Recently I read about the Art Institute of Chicago’s life-size recreation of Van Gogh’s beautiful and heartbreaking painting “Room in Arles”. You can actually rent the room (located in a neighborhood just outside the museum’s campus) through AirBnB. What an interesting idea.

In high school, my senior class went on a trip to the de Young Museum in San Francisco to see a collection of Van Gogh paintings. Having grown up in a small town, this was my first experience in a big art museum filled with major works. The Van Gogh’s were breathtaking, and I was filled with the wonder of art so powerful and compelling. I was particularly struck by the “Room in Arles.” I sat in front of the painting for most of an hour, trying to imagine spending time in that colorful, yet lonely environment. It filled me with both joy and a deep sadness I didn’t quite understand at the time.
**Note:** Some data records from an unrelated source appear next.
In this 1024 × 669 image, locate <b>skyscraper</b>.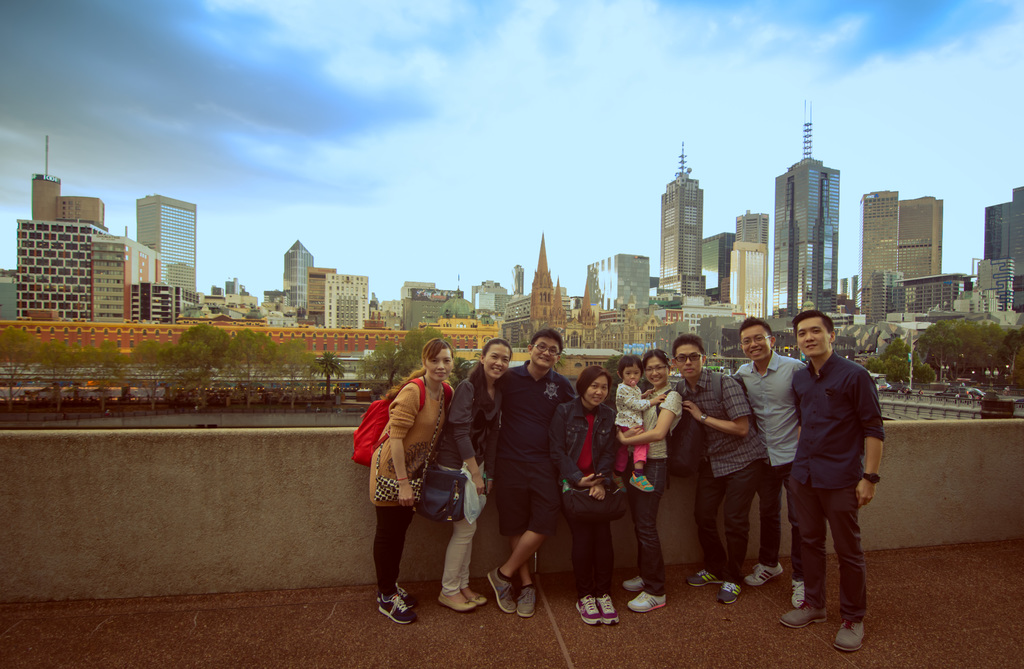
Bounding box: (729, 241, 770, 323).
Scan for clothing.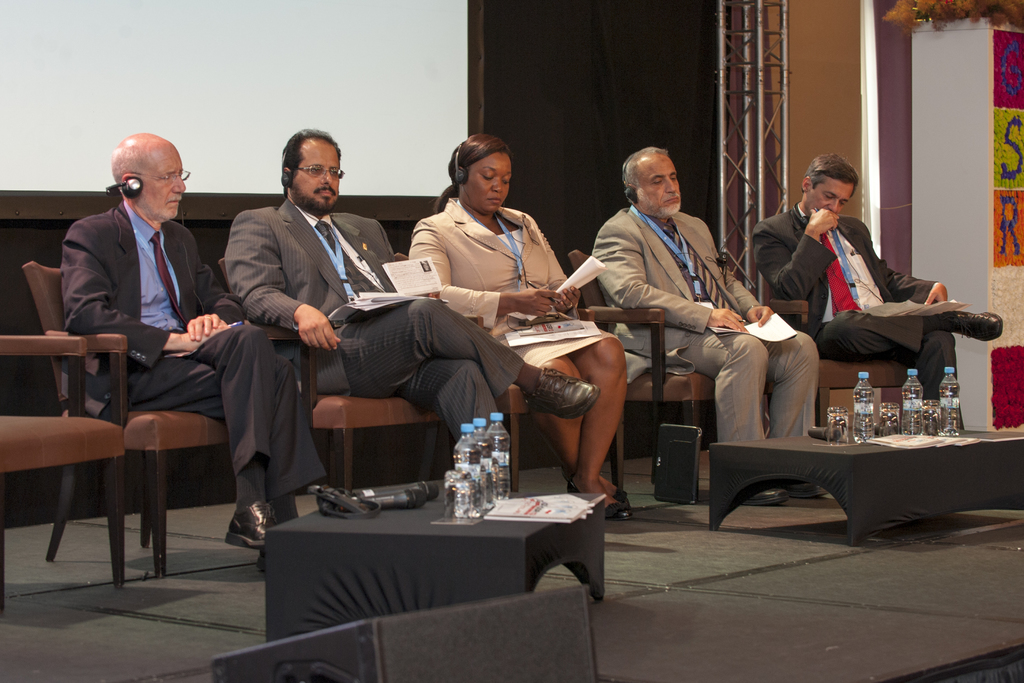
Scan result: 768, 177, 976, 413.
Years later while visiting my sister in Paris, I went to the Gare d’Orsay Museum to see their wonderful collection of Impressionist art. There on the wall was the “Room in Arles,” and all those emotions came flooding back from my first sighting of the work. As an adult living on my own, I felt a new connection with this expression of a humble yet very personal room. Here was Van Gogh attempting to create his own space, and this time it brought to mind Virginia Woolf’s treatise on the need to have a place to call one’s own.

In New York a few years after that, I saw the painting in a special exhibition at the Met. At this point I felt as though the piece had become a touchstone in my life—keeping tabs on me while I kept tabs on it. It was in a room with both “Sunflowers” and “Starry Night” (powerful indeed), but I kept coming back to stand squarely in front of “Room in Arles.”

The last time I saw the painting was three years ago in Chicago. I’m glad to know it’s still there, and its replica is down the street. I still have a postcard of the painting—well-worn after 30 years, but still vibrant and still evocative of the need we have to carve out something that belongs just to us. There is something comforting and moving about spaces we create for ourselves.